### Task prompt
The lines to copy run from the one containing "This screenshot has width=599, height=364." to the end of the listing. Please write them out exactly, minus the pictures.

--

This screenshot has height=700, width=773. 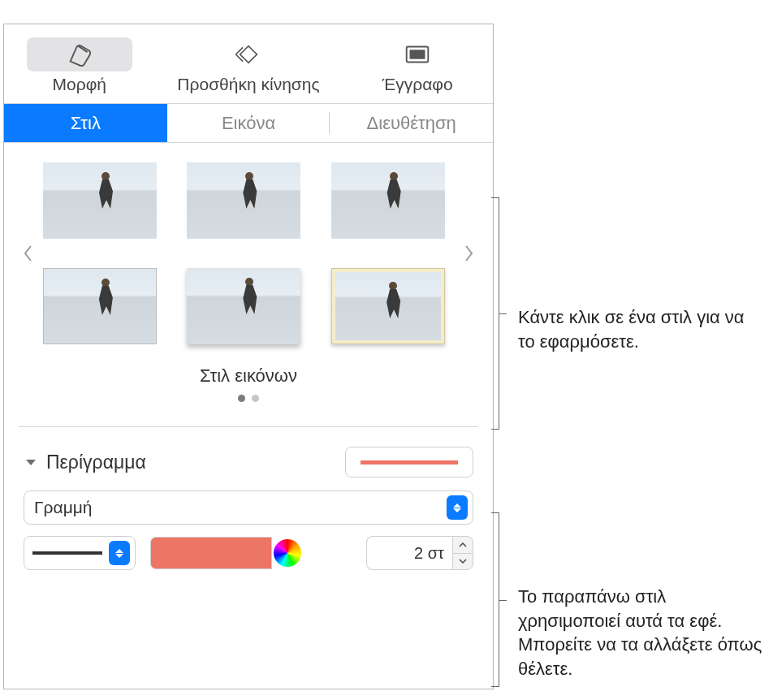 I want to click on stepper-down-button, so click(x=463, y=562).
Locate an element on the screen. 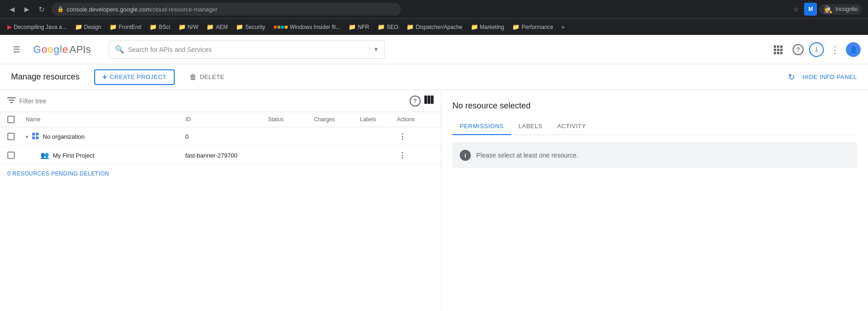 This screenshot has height=311, width=868. tab-permissions-label: PERMISSIONS is located at coordinates (482, 126).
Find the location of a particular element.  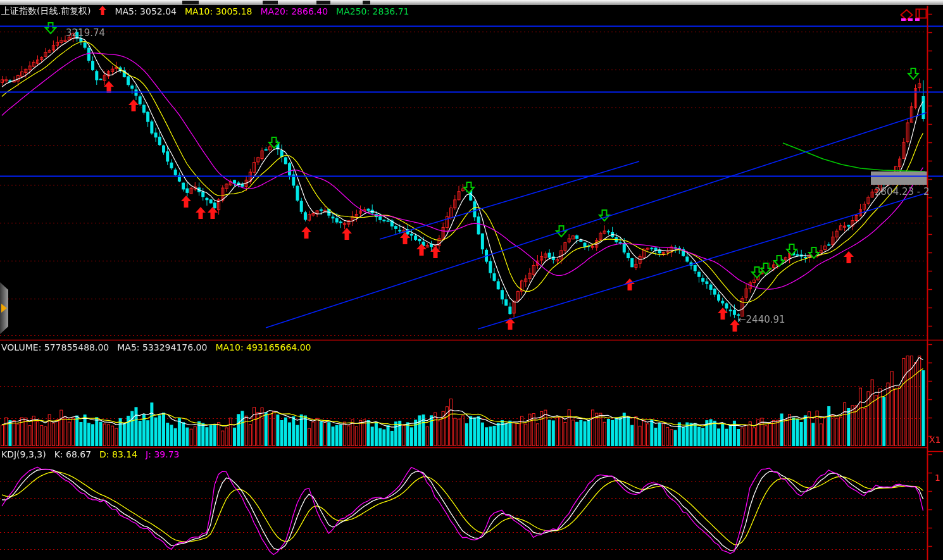

kdj-scale-label: 1 is located at coordinates (938, 478).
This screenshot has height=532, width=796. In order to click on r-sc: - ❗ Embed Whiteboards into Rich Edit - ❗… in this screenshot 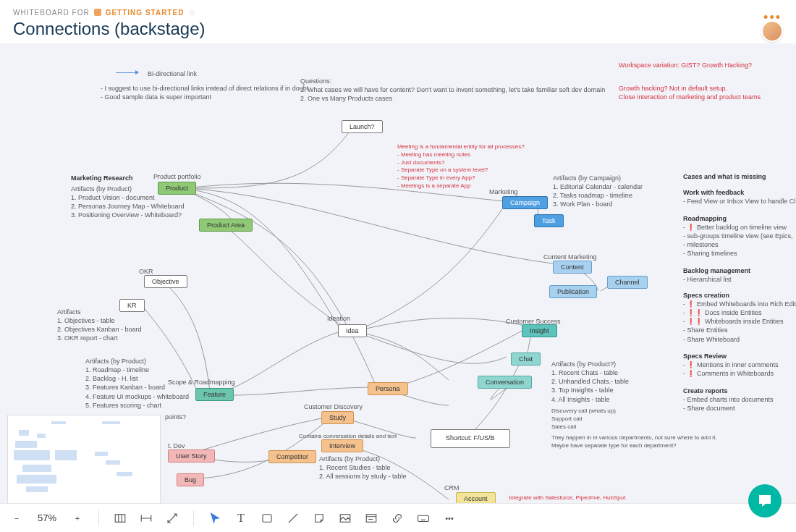, I will do `click(740, 321)`.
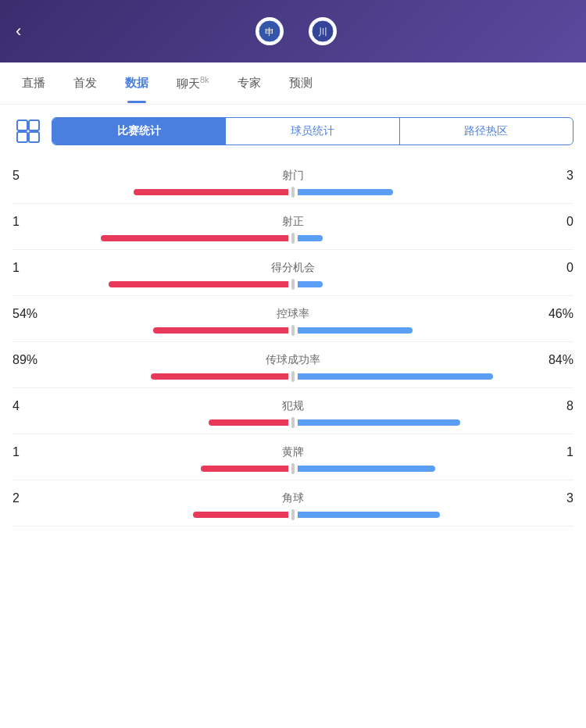  What do you see at coordinates (293, 273) in the screenshot?
I see `stat-row-2: 1得分机会0` at bounding box center [293, 273].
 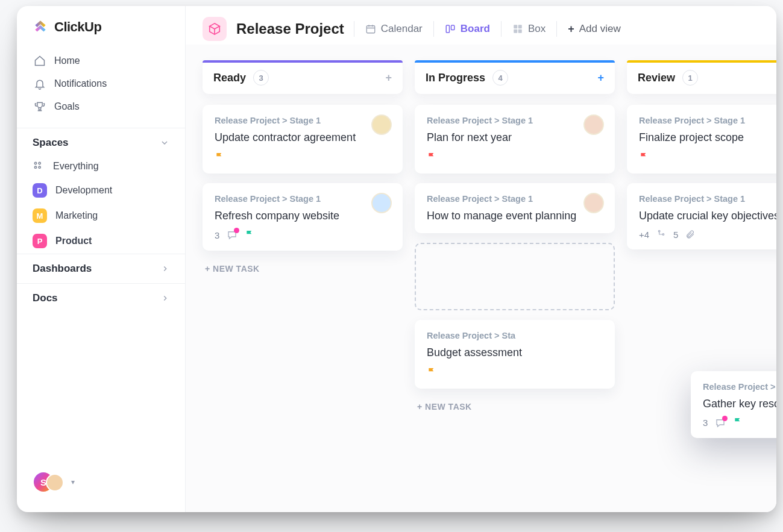 I want to click on home-icon, so click(x=40, y=61).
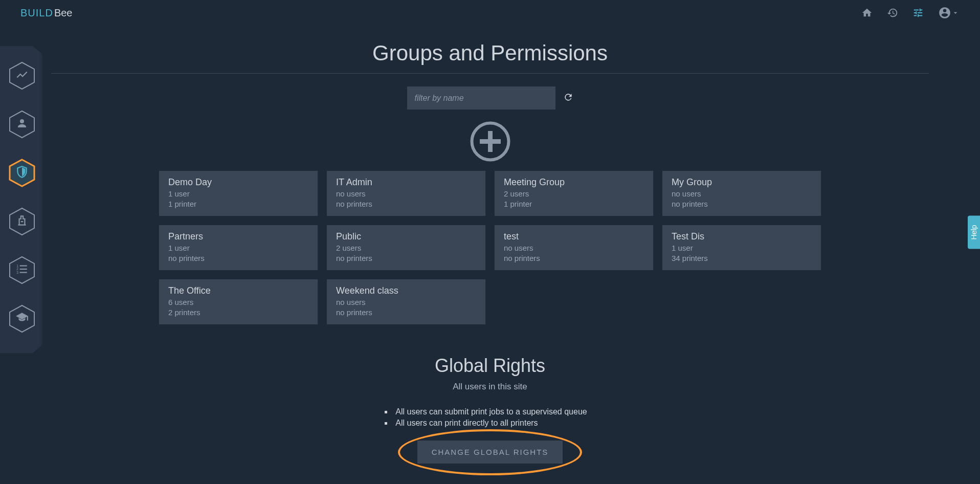 The image size is (980, 484). I want to click on chart-line-icon, so click(22, 76).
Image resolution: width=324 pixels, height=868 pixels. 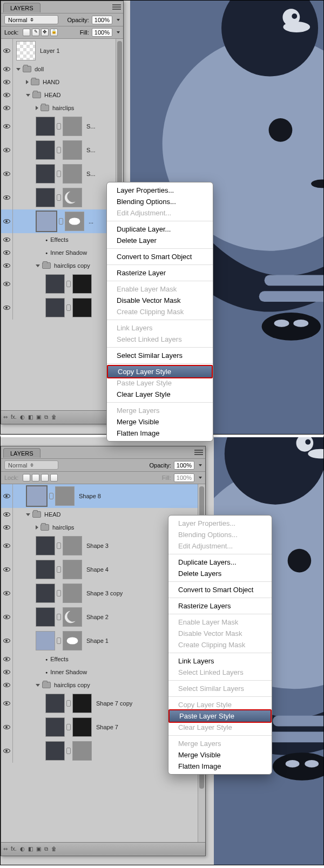 What do you see at coordinates (72, 685) in the screenshot?
I see `layer-name: hairclips copy` at bounding box center [72, 685].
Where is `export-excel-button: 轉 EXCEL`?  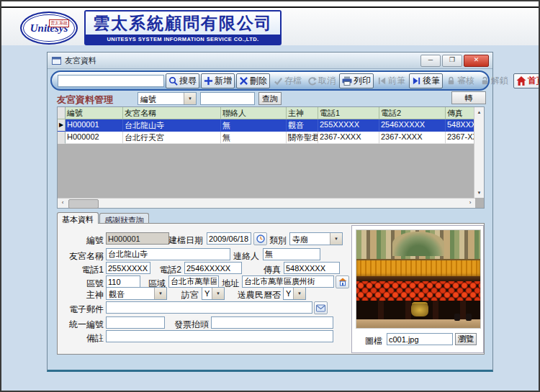
export-excel-button: 轉 EXCEL is located at coordinates (469, 98).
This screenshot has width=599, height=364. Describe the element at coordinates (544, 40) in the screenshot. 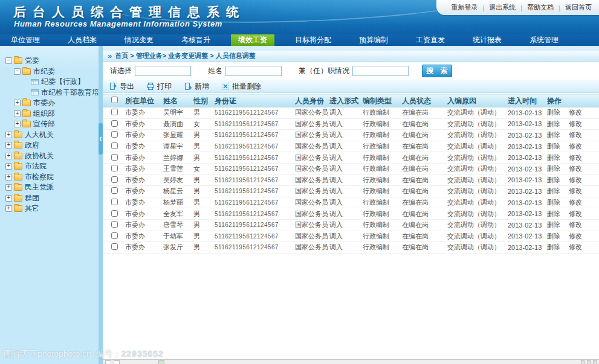

I see `menu-item-10: 系统管理` at that location.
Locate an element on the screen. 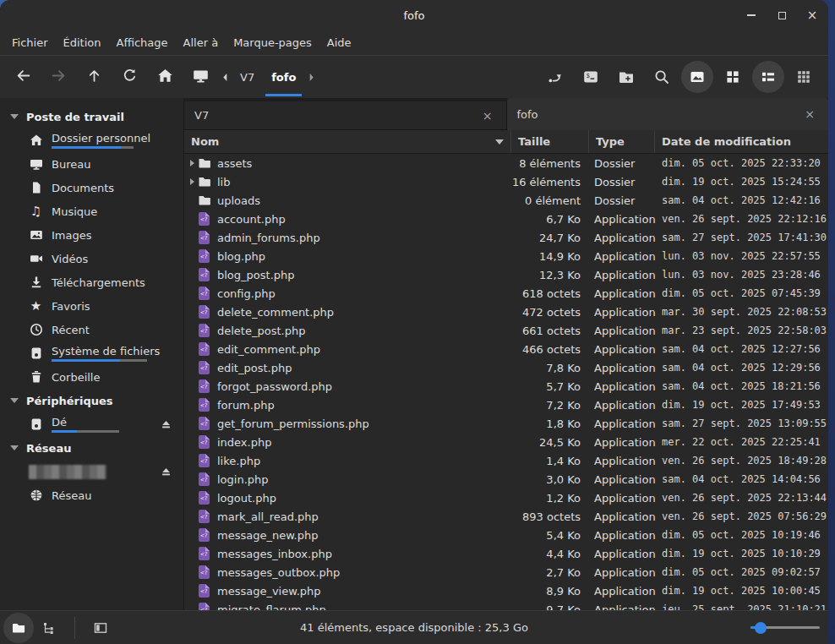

--

### Response to this exercise
This screenshot has width=599, height=364. Describe the element at coordinates (544, 40) in the screenshot. 

I see `menu-item-10: 系统管理` at that location.
Locate an element on the screen. 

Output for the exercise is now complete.